We examine one detailed recreation (User “VoxelPlumber,” 2023) of Cool, Cool Mountain’s slide segment. In the original, the slide requires precise analog steering and momentum. In Prisma 3D, the creator built a segmented tube of ice-blue cubes, keyframed Mario’s sliding pose, and animated a follow-camera. The result: a perfectly smooth, frictionless descent — impossible in the original — but visually more “slide-like” than the N64’s jittery polygon edges. This paradox — smoother geometry than the original, yet less interactable — defines the medium’s aesthetic.

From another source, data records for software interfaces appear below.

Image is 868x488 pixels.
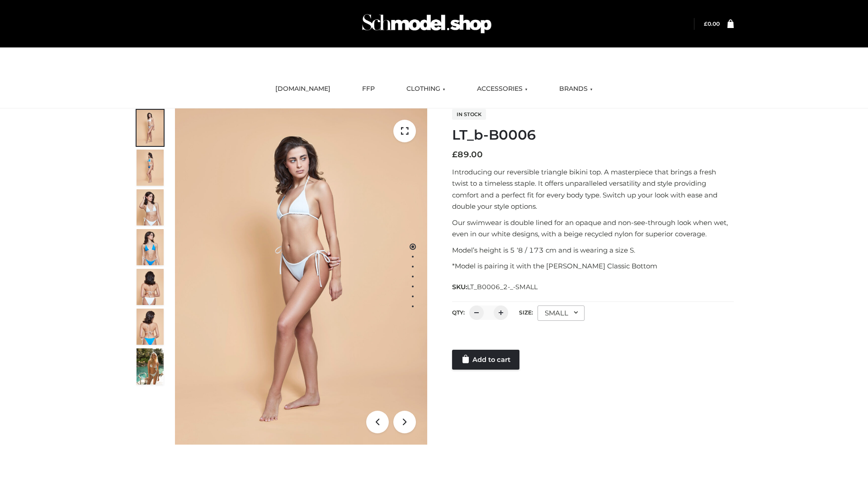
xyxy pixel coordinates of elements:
[137,189,163,226] img: ArielClassicBikiniTop_CloudNine_AzureSky_OW114ECO_3-scaled.jpg
[452,244,734,256] p: Model’s height is 5 ‘8 / 173 cm and is wearing a size S.
[268,79,337,99] a: [DOMAIN_NAME]
[137,110,163,146] img: ArielClassicBikiniTop_CloudNine_AzureSky_OW114ECO_1-scaled.jpg
[704,20,708,27] span: £
[553,79,600,99] a: BRANDS
[538,305,584,321] div: SMALL
[467,283,538,291] span: LT_B0006_2-_-SMALL
[452,217,734,240] p: Our swimwear is double lined for an opaque and non-see-through look when wet, even in our white d...
[704,20,720,27] a: £0.00
[452,260,734,272] p: *Model is pairing it with the [PERSON_NAME] Classic Bottom
[452,350,519,369] a: Add to cart
[137,229,163,265] img: ArielClassicBikiniTop_CloudNine_AzureSky_OW114ECO_4-scaled.jpg
[175,108,427,445] img: ArielClassicBikiniTop_CloudNine_AzureSky_OW114ECO_1
[470,79,535,99] a: ACCESSORIES
[359,6,495,42] img: Schmodel Admin 964
[452,150,483,159] bdi: 89.00
[452,150,458,159] span: £
[137,349,163,384] img: Arieltop_CloudNine_AzureSky2.jpg
[704,20,720,27] bdi: 0.00
[137,269,163,305] img: ArielClassicBikiniTop_CloudNine_AzureSky_OW114ECO_7-scaled.jpg
[452,166,734,213] p: Introducing our reversible triangle bikini top. A masterpiece that brings a fresh twist to a time...
[399,79,452,99] a: CLOTHING
[452,127,734,144] h1: LT_b-B0006
[137,150,163,186] img: ArielClassicBikiniTop_CloudNine_AzureSky_OW114ECO_2-scaled.jpg
[452,309,465,316] label: QTY:
[452,109,486,120] span: In stock
[519,309,534,316] label: Size:
[137,309,163,345] img: ArielClassicBikiniTop_CloudNine_AzureSky_OW114ECO_8-scaled.jpg
[452,282,538,293] span: SKU:
[355,79,382,99] a: FFP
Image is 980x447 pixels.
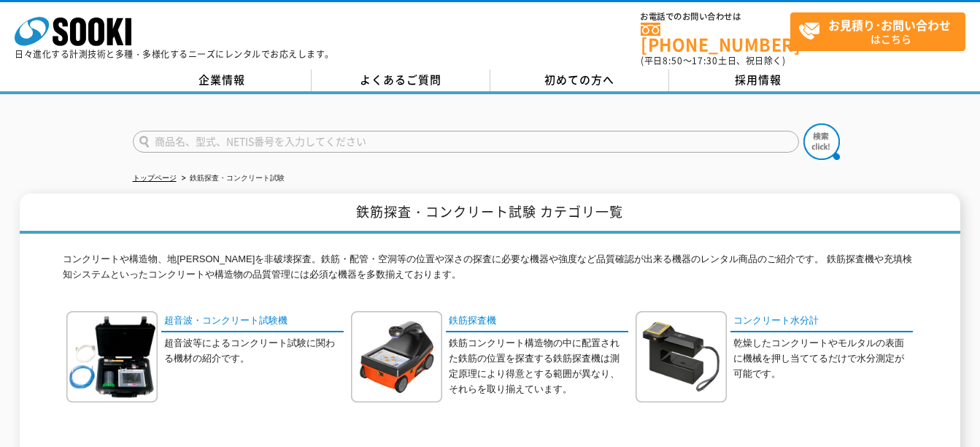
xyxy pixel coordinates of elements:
[63,252,917,290] p: コンクリートや構造物、地[PERSON_NAME]を非破壊探査。鉄筋・配管・空洞等の位置や深さの探査に必要な機器や強度など品質確認が出来る機器のレンタル商品のご紹介です。 鉄筋探査機や充填検知シ...
[641,23,791,53] a: [PHONE_NUMBER]
[734,336,913,381] p: 乾燥したコンクリートやモルタルの表面に機械を押し当ててるだけで水分測定が可能です。
[669,70,848,91] a: 採用情報
[179,171,285,186] li: 鉄筋探査・コンクリート試験
[449,336,629,396] p: 鉄筋コンクリート構造物の中に配置された鉄筋の位置を探査する鉄筋探査機は測定原理により得意とする範囲が異なり、それらを取り揃えています。
[731,311,913,332] a: コンクリート水分計
[67,311,158,402] img: 超音波・コンクリート試験機
[161,311,344,332] a: 超音波・コンクリート試験機
[663,54,683,68] span: 8:50
[799,13,965,50] span: はこちら
[804,123,840,160] img: btn_search.png
[636,311,727,402] img: コンクリート水分計
[828,16,951,34] strong: お見積り･お問い合わせ
[164,336,344,367] p: 超音波等によるコンクリート試験に関わる機材の紹介です。
[491,70,669,91] a: 初めての方へ
[641,54,786,68] span: (平日 ～ 土日、祝日除く)
[446,311,629,332] a: 鉄筋探査機
[692,54,718,68] span: 17:30
[133,174,177,182] a: トップページ
[312,70,491,91] a: よくあるご質問
[133,131,800,153] input: 商品名、型式、NETIS番号を入力してください
[20,194,960,233] h1: 鉄筋探査・コンクリート試験 カテゴリ一覧
[791,12,965,51] a: お見積り･お問い合わせはこちら
[351,311,442,402] img: 鉄筋探査機
[641,12,791,21] span: お電話でのお問い合わせは
[133,70,312,91] a: 企業情報
[544,72,615,87] span: 初めての方へ
[15,50,334,59] p: 日々進化する計測技術と多種・多様化するニーズにレンタルでお応えします。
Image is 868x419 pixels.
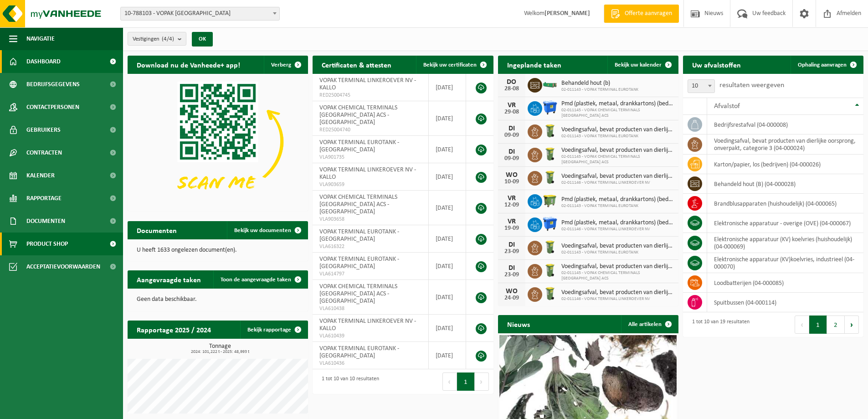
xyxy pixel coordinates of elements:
[128,221,186,239] h2: Documenten
[714,102,740,110] span: Afvalstof
[707,293,864,312] td: spuitbussen (04-000114)
[429,253,466,280] td: [DATE]
[687,79,714,93] span: 10
[502,241,521,248] div: DI
[429,190,466,225] td: [DATE]
[707,135,864,154] td: voedingsafval, bevat producten van dierlijke oorsprong, onverpakt, categorie 3 (04-000024)
[542,169,558,185] img: WB-0140-HPE-GN-50
[707,273,864,293] td: loodbatterijen (04-000085)
[320,270,421,277] span: VLA614797
[502,132,521,138] div: 09-09
[795,315,809,334] button: Previous
[27,164,55,187] span: Kalender
[429,225,466,253] td: [DATE]
[720,82,784,89] label: resultaten weergeven
[27,118,61,142] span: Gebruikers
[234,228,291,233] span: Bekijk uw documenten
[845,315,859,334] button: Next
[132,349,308,354] span: 2024: 101,222 t - 2025: 48,993 t
[707,174,864,193] td: behandeld hout (B) (04-000028)
[502,148,521,155] div: DI
[27,95,79,118] span: Contactpersonen
[561,154,674,165] span: 02-011145 - VOPAK CHEMICAL TERMINALS [GEOGRAPHIC_DATA] ACS
[688,80,714,92] span: 10
[27,233,68,255] span: Product Shop
[220,277,291,282] span: Toon de aangevraagde taken
[561,196,674,203] span: Pmd (plastiek, metaal, drankkartons) (bedrijven)
[121,8,279,20] span: 10-788103 - VOPAK BELGIUM
[561,226,674,232] span: 02-011146 - VOPAK TERMINAL LINKEROEVER NV
[561,87,638,92] span: 02-011143 - VOPAK TERMINAL EUROTANK
[502,155,521,162] div: 09-09
[502,125,521,132] div: DI
[320,216,421,223] span: VLA903658
[561,250,674,255] span: 02-011143 - VOPAK TERMINAL EUROTANK
[136,296,299,303] p: Geen data beschikbaar.
[502,225,521,231] div: 19-09
[27,187,61,210] span: Rapportage
[502,78,521,86] div: DO
[320,154,421,161] span: VLA901735
[561,243,674,250] span: Voedingsafval, bevat producten van dierlijke oorsprong, onverpakt, categorie 3
[561,80,638,87] span: Behandeld hout (b)
[498,56,570,73] h2: Ingeplande taken
[320,181,421,188] span: VLA903659
[320,243,421,250] span: VLA616322
[136,247,299,253] p: U heeft 1633 ongelezen document(en).
[320,92,421,99] span: RED25004745
[128,56,249,73] h2: Download nu de Vanheede+ app!
[429,163,466,190] td: [DATE]
[320,126,421,133] span: RED25004740
[27,73,80,95] span: Bedrijfsgegevens
[683,56,750,73] h2: Uw afvalstoffen
[457,372,474,391] button: 1
[561,126,674,133] span: Voedingsafval, bevat producten van dierlijke oorsprong, onverpakt, categorie 3
[561,107,674,118] span: 02-011145 - VOPAK CHEMICAL TERMINALS [GEOGRAPHIC_DATA] ACS
[607,56,677,74] a: Bekijk uw kalender
[542,123,558,138] img: WB-0140-HPE-GN-50
[561,289,674,296] span: Voedingsafval, bevat producten van dierlijke oorsprong, onverpakt, categorie 3
[320,345,399,359] span: VOPAK TERMINAL EUROTANK - [GEOGRAPHIC_DATA]
[320,193,397,215] span: VOPAK CHEMICAL TERMINALS [GEOGRAPHIC_DATA] ACS - [GEOGRAPHIC_DATA]
[707,115,864,135] td: bedrijfsrestafval (04-000008)
[502,86,521,92] div: 28-08
[542,240,558,255] img: WB-0140-HPE-GN-50
[442,372,457,391] button: Previous
[423,62,476,68] span: Bekijk uw certificaten
[809,315,827,334] button: 1
[27,255,100,278] span: Acceptatievoorwaarden
[128,320,220,338] h2: Rapportage 2025 / 2024
[542,286,558,301] img: WB-0140-HPE-GN-50
[227,221,307,240] a: Bekijk uw documenten
[502,102,521,109] div: VR
[320,318,416,332] span: VOPAK TERMINAL LINKEROEVER NV - KALLO
[542,262,558,278] img: WB-0140-HPE-GN-50
[429,315,466,342] td: [DATE]
[133,32,174,46] span: Vestigingen
[561,270,674,281] span: 02-011145 - VOPAK CHEMICAL TERMINALS [GEOGRAPHIC_DATA] ACS
[502,248,521,255] div: 23-09
[313,56,401,73] h2: Certificaten & attesten
[502,295,521,301] div: 24-09
[542,80,558,88] img: HK-XC-15-GN-00
[128,32,186,46] button: Vestigingen(4/4)
[429,342,466,369] td: [DATE]
[561,296,674,301] span: 02-011146 - VOPAK TERMINAL LINKEROEVER NV
[561,203,674,209] span: 02-011143 - VOPAK TERMINAL EUROTANK
[561,100,674,107] span: Pmd (plastiek, metaal, drankkartons) (bedrijven)
[502,218,521,225] div: VR
[429,136,466,163] td: [DATE]
[561,263,674,270] span: Voedingsafval, bevat producten van dierlijke oorsprong, onverpakt, categorie 3
[790,56,862,74] a: Ophaling aanvragen
[320,104,397,126] span: VOPAK CHEMICAL TERMINALS [GEOGRAPHIC_DATA] ACS - [GEOGRAPHIC_DATA]
[498,315,539,332] h2: Nieuws
[429,74,466,101] td: [DATE]
[502,264,521,272] div: DI
[707,253,864,273] td: elektronische apparatuur (KV)koelvries, industrieel (04-000070)
[615,62,661,68] span: Bekijk uw kalender
[264,56,307,74] button: Verberg
[213,270,307,288] a: Toon de aangevraagde taken
[687,315,749,334] div: 1 tot 10 van 19 resultaten
[707,233,864,253] td: elektronische apparatuur (KV) koelvries (huishoudelijk) (04-000069)
[707,213,864,233] td: elektronische apparatuur - overige (OVE) (04-000067)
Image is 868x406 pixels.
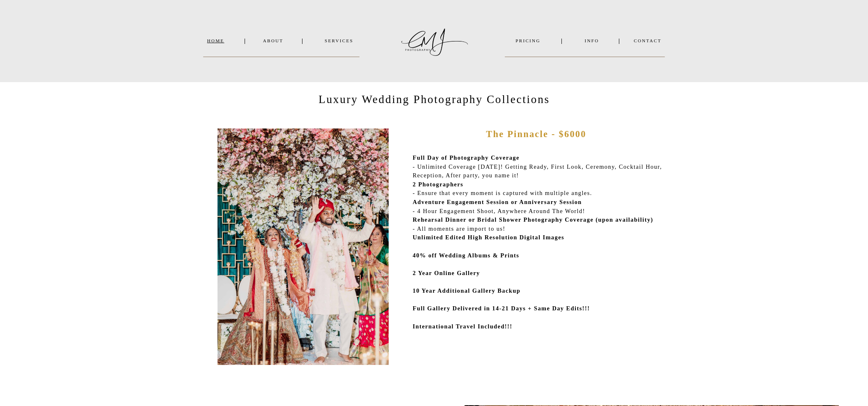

Popular accounts on Instagram and YouTube have garnered millions of views by showing side-by-side comparisons: Left side, original N64 footage (240p, 20fps, no textures); Right side, Prisma 3D recreation (4K, Ray traced, 60fps). mario 64 prisma 3d
: Characters in Mario 64 were built using a "segmented" approach to avoid complex mesh deformation. Keep your joints simple and separate. The result: a perfectly smooth, frictionless descent —
Fortunately, Prisma 3D retains the core physics engine. In fact, because it runs natively on PC hardware, the input lag is virtually non-existent. For speedrunners, this is a double-edged sword. While the game looks beautiful, the new lighting and shadow angles can sometimes obscure depth perception when trying to land a tricky BLJ (Backwards Long Jump). However, for the casual player, it feels like the definitive way to play. : Characters in Mario 64 were built using
: The app supports standard OBJ and FBX formats , making it easy to bring in classic Mario assets.
Mario looked at his own blocky hands. Then at the beautiful, glitchy, low-poly sunset. He shook his head.
To understand Prisma 3D, you have to look at the hardware. The original Super Mario 64 was designed for the Nintendo 64, a console that, while revolutionary, was limited by the technology of its time. It rendered geometry in a very specific way that often resulted in "jaggies" and distorted shapes when viewed from extreme angles.